American artist Mr Alexander Keefe, who lives in a south Delhi barsati, too, has his second home, in a market — Sagar restaurant in Defence Colony.

“Unpretentious, old-fashioned and authentic,” says Mr Keefe of his ‘home’. “I always read my newspaper at the Sagar.” But Mr Keefe feels that this privately owned eatery is not accessible to all. “Those who consider luxury hotels as public spheres are sort of folk who go to uppity galas and exclaim, ‘Everyone is here’.”

Everyone also goes to Qutub Minar. Perhaps, not many are able to relate to it as intimately as a Pakistani diplomat who talked on the condition of anonymity due to protocol obligations. “I feel close to the structure and imagine it in its days of glory when it was a part of everyday life,” he says.

The diplomat who lives in Shanti Niketan has a reason to be envious of thumri singer Ms Vidya Rao. She wakes up each morning, to a window view of Qutub Minar, in her Mehrauli apartment.

However, her ‘second home’ falls inside India International Center (IIC) where she is a member for 16 years. “The attentive staff, the cultural events, the quiet corners and the next-door Lodhi Garden there make me relaxed,” Ms Rao says. “Besides, IIC’s library have these lovely cubicles where you feel as if you are in your own study.”

Does abandoned tombs, restricted-access restaurants and partitioned cubicles constitute home?
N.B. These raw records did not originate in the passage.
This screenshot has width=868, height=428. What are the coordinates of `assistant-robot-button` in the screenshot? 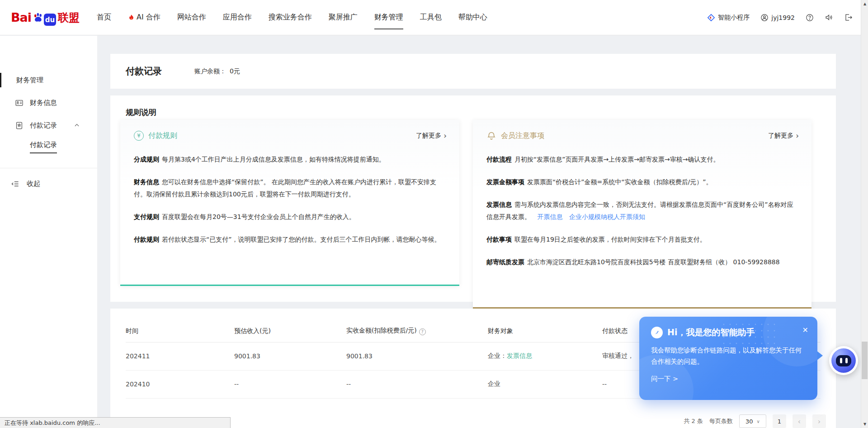 It's located at (844, 361).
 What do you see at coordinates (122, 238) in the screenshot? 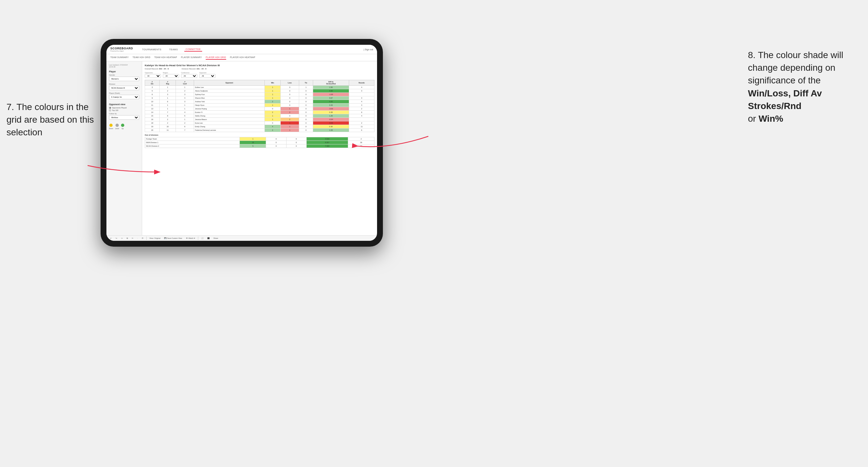
I see `redo2-btn: ⤼` at bounding box center [122, 238].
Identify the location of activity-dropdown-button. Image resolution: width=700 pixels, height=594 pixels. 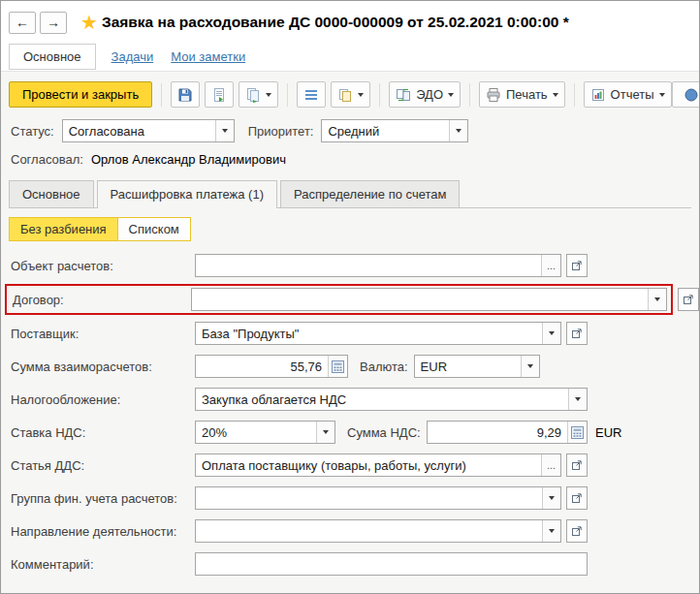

“There is a notion of exclusivity around such places and so people find it as special as their own house,” says Dr Deepak Mehta, Reader in department of sociology, Delhi University. “Parks, bars, clubs also tend to become ‘second homes’ because they often are refuges from the drudgery of home.”

What about those who forever feel homeless? “Post Bombay attacks, even my own home in Vikram Nagar feels unsafe,” says DJ Iggy who performs at Magique, in the Garden of Five Senses. “Anything can happen anytime, anywhere.” Just as it happened at the Taj.